Posted in Favorite Words on January, 2009 by melendwyr

Sic gorgiamus allos subjectatos nunc.

Not just pretty words.

Antiestablishmentarianism

Posted in Favorite Words, Politics and Society on January, 2009 by melendwyr

When people think of Shakespeare and his plays, in my experience, they usually think of stuffy English professors, being forced to read texts in an excruciatingly painful manner, and general incomprehensibility.

What they don’t realize is that Shakespeare became a darling of the establishment relatively recently. Far from being heralded as “the most human human ever”, as one overly-gushing fan describes, Shakespeare was viewed as common trash and was nearly forgotten.

At the time he worked, theater was seen as a disreputable and unwholesome amusement, one that was barely tolerated (and frequently wasn’t, with the government repeatedly cracking down on the practice).
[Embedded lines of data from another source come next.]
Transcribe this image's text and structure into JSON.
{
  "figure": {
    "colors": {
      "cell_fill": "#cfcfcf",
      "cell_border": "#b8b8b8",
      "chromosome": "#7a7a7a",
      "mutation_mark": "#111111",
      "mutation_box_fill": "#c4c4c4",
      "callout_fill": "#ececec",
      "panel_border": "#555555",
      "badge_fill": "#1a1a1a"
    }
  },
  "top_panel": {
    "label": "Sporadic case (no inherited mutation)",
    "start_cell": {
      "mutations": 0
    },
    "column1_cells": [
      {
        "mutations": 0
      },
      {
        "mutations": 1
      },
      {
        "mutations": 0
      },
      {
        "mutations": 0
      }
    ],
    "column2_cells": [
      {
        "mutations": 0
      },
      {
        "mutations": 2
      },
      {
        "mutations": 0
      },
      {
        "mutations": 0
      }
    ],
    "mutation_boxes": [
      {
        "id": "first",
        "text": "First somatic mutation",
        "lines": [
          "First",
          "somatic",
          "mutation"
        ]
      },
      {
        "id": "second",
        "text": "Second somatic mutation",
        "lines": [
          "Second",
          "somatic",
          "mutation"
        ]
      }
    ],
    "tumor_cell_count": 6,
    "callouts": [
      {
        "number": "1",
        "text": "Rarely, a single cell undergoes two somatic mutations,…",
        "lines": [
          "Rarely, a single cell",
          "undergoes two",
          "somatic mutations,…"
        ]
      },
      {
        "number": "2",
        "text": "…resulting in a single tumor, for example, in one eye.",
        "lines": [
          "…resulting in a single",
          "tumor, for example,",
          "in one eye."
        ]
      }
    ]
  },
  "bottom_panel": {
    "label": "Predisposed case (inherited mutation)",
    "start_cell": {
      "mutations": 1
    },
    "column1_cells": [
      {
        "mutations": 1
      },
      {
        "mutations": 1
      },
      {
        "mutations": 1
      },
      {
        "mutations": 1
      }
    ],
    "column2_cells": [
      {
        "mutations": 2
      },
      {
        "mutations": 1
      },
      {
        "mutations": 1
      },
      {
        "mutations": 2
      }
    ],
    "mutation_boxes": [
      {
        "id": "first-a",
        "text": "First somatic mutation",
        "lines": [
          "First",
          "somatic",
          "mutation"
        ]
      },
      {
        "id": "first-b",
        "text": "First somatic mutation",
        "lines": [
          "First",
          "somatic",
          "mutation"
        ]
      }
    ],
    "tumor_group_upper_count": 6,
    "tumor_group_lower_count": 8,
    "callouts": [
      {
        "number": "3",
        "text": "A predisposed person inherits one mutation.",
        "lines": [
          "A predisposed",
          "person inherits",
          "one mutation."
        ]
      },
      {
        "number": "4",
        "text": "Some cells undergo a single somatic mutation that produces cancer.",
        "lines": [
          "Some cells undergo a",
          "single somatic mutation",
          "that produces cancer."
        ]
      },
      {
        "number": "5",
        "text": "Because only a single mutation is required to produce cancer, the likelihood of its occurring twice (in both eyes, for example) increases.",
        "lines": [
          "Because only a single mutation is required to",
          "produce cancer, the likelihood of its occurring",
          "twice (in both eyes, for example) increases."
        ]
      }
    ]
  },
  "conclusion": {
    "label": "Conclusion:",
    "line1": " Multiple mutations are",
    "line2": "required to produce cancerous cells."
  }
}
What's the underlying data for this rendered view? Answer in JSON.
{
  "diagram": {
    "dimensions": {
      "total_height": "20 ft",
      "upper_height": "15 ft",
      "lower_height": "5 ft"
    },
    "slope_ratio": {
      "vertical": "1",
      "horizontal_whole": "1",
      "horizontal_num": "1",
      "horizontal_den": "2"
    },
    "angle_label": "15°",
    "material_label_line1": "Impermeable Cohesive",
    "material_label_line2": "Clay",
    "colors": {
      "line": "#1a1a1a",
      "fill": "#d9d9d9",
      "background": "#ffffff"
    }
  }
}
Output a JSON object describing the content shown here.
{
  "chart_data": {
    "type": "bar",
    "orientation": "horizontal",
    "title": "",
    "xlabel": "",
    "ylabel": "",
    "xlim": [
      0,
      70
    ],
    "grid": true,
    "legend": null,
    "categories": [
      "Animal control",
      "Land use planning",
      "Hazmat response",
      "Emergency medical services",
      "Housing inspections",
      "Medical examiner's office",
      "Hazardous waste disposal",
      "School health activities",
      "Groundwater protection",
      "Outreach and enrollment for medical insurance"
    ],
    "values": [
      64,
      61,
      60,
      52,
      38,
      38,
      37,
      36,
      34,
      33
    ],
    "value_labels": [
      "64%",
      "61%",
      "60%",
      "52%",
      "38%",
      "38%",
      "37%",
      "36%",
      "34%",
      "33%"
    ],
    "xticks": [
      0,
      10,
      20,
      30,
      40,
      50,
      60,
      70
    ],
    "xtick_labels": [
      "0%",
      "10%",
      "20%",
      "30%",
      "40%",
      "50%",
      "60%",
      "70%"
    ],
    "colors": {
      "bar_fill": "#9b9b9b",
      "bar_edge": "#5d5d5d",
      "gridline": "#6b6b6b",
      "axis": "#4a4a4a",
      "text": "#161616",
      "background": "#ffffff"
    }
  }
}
Even among playwrights, Shakespeare was considered relatively unimportant and common – his contemporary rivals were seen as better authors and dramatists.

So how did he become the icon of the English language and those who declare themselves to be its defenders?

In the 19th century, German philologists were trying to trace the origins of English words, English being a language especially rich in “borrowed” words and patterns. To their surprise, quite a few words were traced back to the works of a single obscure playwright. Once resurrected from the dustbin of history, the Romantic movement considered the plays to be excellent examples of the styles they advocated, and the rest is history.

(This recounting is both extremely over-simplistic and woefully incomplete. Interested parties should perform their own research to learn the complete story.)

Always popular among the masses, yet unwilling to rely merely on least common denominator approval triggers, Shakespeare wrote plays that drew inspiration from (read: stole) the plots ancient stories and common motifs, then clothed them in new and vigorous linguistic patterns. This combination of familiarity and novelty may have had a lot to do with his (initial) popularity, and is part of why he is revered now.

The world of high culture and academia, however, took little notice at first. It gave the plays their due only once it was shown that they were a rich source of academic thesis material; until then, they were seen as vulgar and trite entertainments for the lower classes.

(The astute reader of history will note how this parallels the later treatment of William Blake and his works.)

Buffalo

Posted in Favorite Words on December, 2008 by melendwyr

It means
a) a city in the state of New York,
b) a large herbivorous mammal, and
c) inducing desired behaviors by using mass and impassibility to direct others (as a metaphor referring to what happens when in front of a large, herbivorous mammal that wants to be where you are).

As a consequence, we can validly say that:

Buffalo buffalo buffalo buffalo Buffalo buffalo buffalo.

Cleave

Posted in Favorite Words on October, 2008 by melendwyr

It means both “stick to or keep together” and “separate from or break apart”. Often the only way to determine which of the diametrically-opposed meanings is intended is by examining the context, and if the context is ambiguous, it can be impossible.

The root word derives from nail (the thing or action that causes one thing to be joined to another, and that in the process, tends to split things apart). Cloves are so-called because of the resemblance to nails. Garlic cloves are so-called because of their splitting and breaking.